In 1492 AD, Christopher Columbus famously sailed across the Atlantic and landed in the Americas. He and his men were the first Europeans to wash up in the Bahamas, Hispaniola (Dominican Republic and Haiti) and eastern Cuba. On his return to Spain, the controversial explorer reported that the Caribbean was a land of gold laden islands. His brother, Bartholomew, later returned to the Americas and identified Hispaniola’s land and indigenous people as potentially profitable for the Spanish crown. Bartholomew estimated about 1.1 million people lived on Hispaniola, but modern scholars have generally used the range of 250,000 to a million people. However, the actual Caribbean aboriginal population is now known based on a new Caribbean DNA study published in the journal Nature, which fuses decades of archaeological work with cutting edge genetic technology. This breakthrough study shows that the local population before the arrival of the Spanish was much lower and far less heterogenous than thought.
Archaeologists and anthropologists know that the Caribbean was one of the last parts of the Americas settled by humans, but a new study of DNA has revealed when, how, and where the original Caribbean inhabitants came from.
Professor David Reich of the Harvard Medical School led a team of researchers who analyzed “the genomes of 263 individuals,” representing the largest ever study of ancient human DNA in the Americas. The Caribbean DNA study concluded that the Caribbean had been settled by two major migratory waves of highly mobile people, separated by thousands of years. However, according to an article by the Florida Museum of Natural History , on their way to this conclusion, the researchers developed a new genetic technique for estimating the island’s past population size, prior to the first Spanish landings.

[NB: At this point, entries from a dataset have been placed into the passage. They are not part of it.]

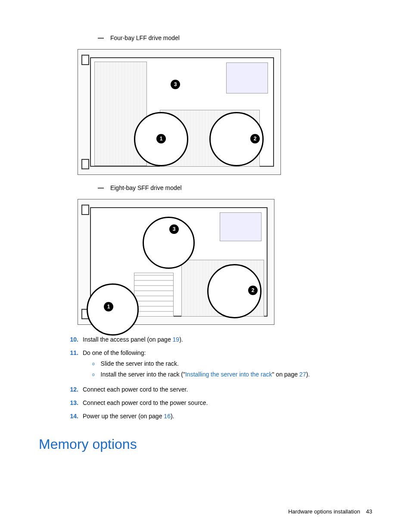 The height and width of the screenshot is (532, 411). What do you see at coordinates (167, 416) in the screenshot?
I see `page-link: 16` at bounding box center [167, 416].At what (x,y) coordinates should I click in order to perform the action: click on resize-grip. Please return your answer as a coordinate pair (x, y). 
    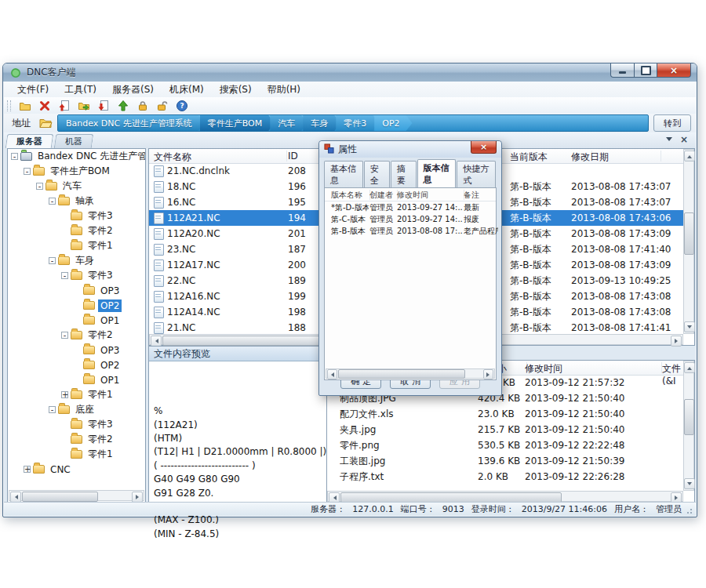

A new paper studying ancient DNA from the Caribbean, posted this week on bioRxiv, explains that the Caribbean has one of the most culturally diverse mixes of human beings on the planet, but it was one of the last places in the Americas to be occupied by people between 8000 and 5000 years ago. Where these early migrants came from has always been a mystery until this study of ancient DNA probed into the deep history of the Caribbean and the story discovered by the researchers is one of “migration and cultural mingling” revealing how descendants of the first inhabitants interacted with new waves of migrants who arrived about 2800 years ago.